▶ **The data**
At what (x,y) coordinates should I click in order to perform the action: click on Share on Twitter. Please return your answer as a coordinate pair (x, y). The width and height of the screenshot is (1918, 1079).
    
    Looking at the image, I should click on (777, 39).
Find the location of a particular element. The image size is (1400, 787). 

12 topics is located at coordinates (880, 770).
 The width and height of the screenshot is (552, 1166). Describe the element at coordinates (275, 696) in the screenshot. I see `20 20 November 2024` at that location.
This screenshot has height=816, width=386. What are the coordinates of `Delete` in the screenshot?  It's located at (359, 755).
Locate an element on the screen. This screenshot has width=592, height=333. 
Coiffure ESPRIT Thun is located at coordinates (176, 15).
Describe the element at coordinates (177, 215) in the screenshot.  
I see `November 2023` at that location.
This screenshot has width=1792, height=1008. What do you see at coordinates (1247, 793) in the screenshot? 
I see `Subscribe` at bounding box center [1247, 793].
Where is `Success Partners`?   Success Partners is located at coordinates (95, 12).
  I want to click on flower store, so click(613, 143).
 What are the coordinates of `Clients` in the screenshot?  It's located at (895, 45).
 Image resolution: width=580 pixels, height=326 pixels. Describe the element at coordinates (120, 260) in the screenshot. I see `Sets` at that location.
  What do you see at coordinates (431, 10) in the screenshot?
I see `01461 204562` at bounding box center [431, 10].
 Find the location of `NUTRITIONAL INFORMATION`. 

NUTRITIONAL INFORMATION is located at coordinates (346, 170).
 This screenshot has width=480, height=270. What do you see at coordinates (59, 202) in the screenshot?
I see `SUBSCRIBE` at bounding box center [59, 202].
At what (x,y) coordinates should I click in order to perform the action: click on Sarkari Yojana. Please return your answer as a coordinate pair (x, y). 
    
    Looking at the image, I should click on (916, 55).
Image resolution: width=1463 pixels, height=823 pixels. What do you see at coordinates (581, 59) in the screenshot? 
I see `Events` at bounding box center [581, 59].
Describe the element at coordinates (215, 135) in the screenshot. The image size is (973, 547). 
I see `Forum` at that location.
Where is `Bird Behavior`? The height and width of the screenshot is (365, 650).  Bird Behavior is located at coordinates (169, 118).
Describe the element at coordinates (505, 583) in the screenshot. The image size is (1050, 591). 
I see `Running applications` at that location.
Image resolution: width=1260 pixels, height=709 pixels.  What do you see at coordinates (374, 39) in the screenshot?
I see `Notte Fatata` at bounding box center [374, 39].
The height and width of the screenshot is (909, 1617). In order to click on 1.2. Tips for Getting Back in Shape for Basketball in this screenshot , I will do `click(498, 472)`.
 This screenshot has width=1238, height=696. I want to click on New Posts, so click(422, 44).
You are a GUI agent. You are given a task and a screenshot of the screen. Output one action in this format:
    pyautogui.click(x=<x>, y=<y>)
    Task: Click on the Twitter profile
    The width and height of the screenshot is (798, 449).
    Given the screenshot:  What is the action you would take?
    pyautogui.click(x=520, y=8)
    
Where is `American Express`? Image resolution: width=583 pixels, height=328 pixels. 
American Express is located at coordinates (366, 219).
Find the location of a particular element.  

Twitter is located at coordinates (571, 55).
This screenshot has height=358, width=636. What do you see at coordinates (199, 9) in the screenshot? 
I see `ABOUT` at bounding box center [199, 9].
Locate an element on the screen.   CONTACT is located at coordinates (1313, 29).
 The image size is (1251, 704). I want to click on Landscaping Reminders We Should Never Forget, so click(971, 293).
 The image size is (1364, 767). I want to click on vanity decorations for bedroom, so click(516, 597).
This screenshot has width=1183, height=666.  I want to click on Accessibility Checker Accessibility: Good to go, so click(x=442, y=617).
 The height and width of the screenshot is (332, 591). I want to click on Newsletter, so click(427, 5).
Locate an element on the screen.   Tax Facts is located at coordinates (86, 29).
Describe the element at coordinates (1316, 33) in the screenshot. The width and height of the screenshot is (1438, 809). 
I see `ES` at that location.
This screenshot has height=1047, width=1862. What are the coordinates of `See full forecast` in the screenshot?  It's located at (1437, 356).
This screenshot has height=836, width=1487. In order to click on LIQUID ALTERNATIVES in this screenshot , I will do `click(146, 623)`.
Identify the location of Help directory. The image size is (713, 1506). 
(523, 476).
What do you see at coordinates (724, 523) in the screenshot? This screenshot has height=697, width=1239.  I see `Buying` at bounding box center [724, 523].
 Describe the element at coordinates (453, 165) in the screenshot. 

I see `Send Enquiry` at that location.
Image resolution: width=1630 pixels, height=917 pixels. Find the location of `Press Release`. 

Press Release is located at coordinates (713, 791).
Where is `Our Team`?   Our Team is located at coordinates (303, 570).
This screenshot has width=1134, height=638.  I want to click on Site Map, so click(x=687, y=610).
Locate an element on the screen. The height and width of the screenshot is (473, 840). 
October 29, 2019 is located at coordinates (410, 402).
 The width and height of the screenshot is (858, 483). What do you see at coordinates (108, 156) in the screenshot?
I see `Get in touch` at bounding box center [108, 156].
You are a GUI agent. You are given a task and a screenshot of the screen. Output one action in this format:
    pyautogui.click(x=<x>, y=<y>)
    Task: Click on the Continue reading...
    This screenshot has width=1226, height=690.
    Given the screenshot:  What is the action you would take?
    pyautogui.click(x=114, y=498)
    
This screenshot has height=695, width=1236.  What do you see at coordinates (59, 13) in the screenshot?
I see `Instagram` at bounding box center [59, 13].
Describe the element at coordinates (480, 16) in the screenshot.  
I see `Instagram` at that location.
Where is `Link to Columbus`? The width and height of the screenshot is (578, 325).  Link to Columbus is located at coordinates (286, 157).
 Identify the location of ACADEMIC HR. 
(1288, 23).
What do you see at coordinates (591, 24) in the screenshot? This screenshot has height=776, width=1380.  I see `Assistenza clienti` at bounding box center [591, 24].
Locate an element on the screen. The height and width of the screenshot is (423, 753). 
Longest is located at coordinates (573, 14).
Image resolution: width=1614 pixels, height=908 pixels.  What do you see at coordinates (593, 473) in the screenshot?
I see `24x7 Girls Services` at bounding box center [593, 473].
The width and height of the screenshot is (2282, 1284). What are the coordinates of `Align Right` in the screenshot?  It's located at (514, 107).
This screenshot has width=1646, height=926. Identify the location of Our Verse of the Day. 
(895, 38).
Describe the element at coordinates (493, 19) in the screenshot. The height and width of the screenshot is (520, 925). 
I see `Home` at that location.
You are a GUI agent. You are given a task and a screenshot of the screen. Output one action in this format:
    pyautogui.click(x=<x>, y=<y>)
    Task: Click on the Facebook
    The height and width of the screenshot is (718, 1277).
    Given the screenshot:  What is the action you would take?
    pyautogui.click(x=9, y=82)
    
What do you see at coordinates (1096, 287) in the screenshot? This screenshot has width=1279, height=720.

▶ **Exercise prompt**
Your reply needs to reproduce all of the listing exactly.

▶ **Answer box**
At what (x,y) coordinates should I click in order to perform the action: click on Share on Twitter. Please return your answer as a coordinate pair (x, y). The width and height of the screenshot is (1918, 1079).
    
    Looking at the image, I should click on (777, 39).
Find the location of a particular element. The image size is (1400, 787). 

12 topics is located at coordinates (880, 770).
 The width and height of the screenshot is (552, 1166). Describe the element at coordinates (275, 696) in the screenshot. I see `20 20 November 2024` at that location.
This screenshot has height=816, width=386. What are the coordinates of `Delete` in the screenshot?  It's located at (359, 755).
Locate an element on the screen. This screenshot has width=592, height=333. 
Coiffure ESPRIT Thun is located at coordinates (176, 15).
Describe the element at coordinates (177, 215) in the screenshot.  
I see `November 2023` at that location.
This screenshot has width=1792, height=1008. What do you see at coordinates (1247, 793) in the screenshot? 
I see `Subscribe` at bounding box center [1247, 793].
Where is `Success Partners`?   Success Partners is located at coordinates (95, 12).
  I want to click on flower store, so click(613, 143).
 What are the coordinates of `Clients` in the screenshot?  It's located at (895, 45).
 Image resolution: width=580 pixels, height=326 pixels. Describe the element at coordinates (120, 260) in the screenshot. I see `Sets` at that location.
  What do you see at coordinates (431, 10) in the screenshot?
I see `01461 204562` at bounding box center [431, 10].
 Find the location of `NUTRITIONAL INFORMATION`. 

NUTRITIONAL INFORMATION is located at coordinates (346, 170).
 This screenshot has width=480, height=270. What do you see at coordinates (59, 202) in the screenshot?
I see `SUBSCRIBE` at bounding box center [59, 202].
At what (x,y) coordinates should I click in order to perform the action: click on Sarkari Yojana. Please return your answer as a coordinate pair (x, y). 
    
    Looking at the image, I should click on (916, 55).
Image resolution: width=1463 pixels, height=823 pixels. What do you see at coordinates (581, 59) in the screenshot? 
I see `Events` at bounding box center [581, 59].
Describe the element at coordinates (215, 135) in the screenshot. The image size is (973, 547). 
I see `Forum` at that location.
Where is `Bird Behavior`? The height and width of the screenshot is (365, 650).  Bird Behavior is located at coordinates (169, 118).
Describe the element at coordinates (505, 583) in the screenshot. The image size is (1050, 591). 
I see `Running applications` at that location.
Image resolution: width=1260 pixels, height=709 pixels.  What do you see at coordinates (374, 39) in the screenshot?
I see `Notte Fatata` at bounding box center [374, 39].
The height and width of the screenshot is (909, 1617). In order to click on 1.2. Tips for Getting Back in Shape for Basketball in this screenshot , I will do `click(498, 472)`.
 This screenshot has width=1238, height=696. I want to click on New Posts, so click(422, 44).
You are a GUI agent. You are given a task and a screenshot of the screen. Output one action in this format:
    pyautogui.click(x=<x>, y=<y>)
    Task: Click on the Twitter profile
    The width and height of the screenshot is (798, 449).
    Given the screenshot:  What is the action you would take?
    pyautogui.click(x=520, y=8)
    
Where is `American Express`? Image resolution: width=583 pixels, height=328 pixels. 
American Express is located at coordinates (366, 219).
Find the location of a particular element.  

Twitter is located at coordinates (571, 55).
This screenshot has height=358, width=636. What do you see at coordinates (199, 9) in the screenshot? 
I see `ABOUT` at bounding box center [199, 9].
Locate an element on the screen.   CONTACT is located at coordinates (1313, 29).
 The image size is (1251, 704). I want to click on Landscaping Reminders We Should Never Forget, so click(971, 293).
 The image size is (1364, 767). I want to click on vanity decorations for bedroom, so click(516, 597).
This screenshot has width=1183, height=666.  I want to click on Accessibility Checker Accessibility: Good to go, so click(x=442, y=617).
 The height and width of the screenshot is (332, 591). I want to click on Newsletter, so click(427, 5).
Locate an element on the screen.   Tax Facts is located at coordinates (86, 29).
Describe the element at coordinates (1316, 33) in the screenshot. The width and height of the screenshot is (1438, 809). 
I see `ES` at that location.
This screenshot has height=1047, width=1862. What are the coordinates of `See full forecast` in the screenshot?  It's located at (1437, 356).
This screenshot has height=836, width=1487. In order to click on LIQUID ALTERNATIVES in this screenshot , I will do `click(146, 623)`.
Identify the location of Help directory. The image size is (713, 1506). 
(523, 476).
What do you see at coordinates (724, 523) in the screenshot? This screenshot has height=697, width=1239.  I see `Buying` at bounding box center [724, 523].
 Describe the element at coordinates (453, 165) in the screenshot. 

I see `Send Enquiry` at that location.
Image resolution: width=1630 pixels, height=917 pixels. Find the location of `Press Release`. 

Press Release is located at coordinates (713, 791).
Where is `Our Team`?   Our Team is located at coordinates (303, 570).
This screenshot has width=1134, height=638.  I want to click on Site Map, so click(x=687, y=610).
Locate an element on the screen. The height and width of the screenshot is (473, 840). 
October 29, 2019 is located at coordinates (410, 402).
 The width and height of the screenshot is (858, 483). What do you see at coordinates (108, 156) in the screenshot?
I see `Get in touch` at bounding box center [108, 156].
You are a GUI agent. You are given a task and a screenshot of the screen. Output one action in this format:
    pyautogui.click(x=<x>, y=<y>)
    Task: Click on the Continue reading...
    This screenshot has width=1226, height=690.
    Given the screenshot:  What is the action you would take?
    pyautogui.click(x=114, y=498)
    
This screenshot has height=695, width=1236.  What do you see at coordinates (59, 13) in the screenshot?
I see `Instagram` at bounding box center [59, 13].
Describe the element at coordinates (480, 16) in the screenshot.  
I see `Instagram` at that location.
Where is `Link to Columbus`? The width and height of the screenshot is (578, 325).  Link to Columbus is located at coordinates (286, 157).
 Identify the location of ACADEMIC HR. 
(1288, 23).
What do you see at coordinates (591, 24) in the screenshot? This screenshot has height=776, width=1380.  I see `Assistenza clienti` at bounding box center [591, 24].
Locate an element on the screen. The height and width of the screenshot is (423, 753). 
Longest is located at coordinates (573, 14).
Image resolution: width=1614 pixels, height=908 pixels.  What do you see at coordinates (593, 473) in the screenshot?
I see `24x7 Girls Services` at bounding box center [593, 473].
The width and height of the screenshot is (2282, 1284). What are the coordinates of `Align Right` in the screenshot?  It's located at (514, 107).
This screenshot has width=1646, height=926. Identify the location of Our Verse of the Day. 
(895, 38).
Describe the element at coordinates (493, 19) in the screenshot. The height and width of the screenshot is (520, 925). 
I see `Home` at that location.
You are a GUI agent. You are given a task and a screenshot of the screen. Output one action in this format:
    pyautogui.click(x=<x>, y=<y>)
    Task: Click on the Facebook
    The height and width of the screenshot is (718, 1277).
    Given the screenshot:  What is the action you would take?
    pyautogui.click(x=9, y=82)
    
What do you see at coordinates (1096, 287) in the screenshot? This screenshot has width=1279, height=720.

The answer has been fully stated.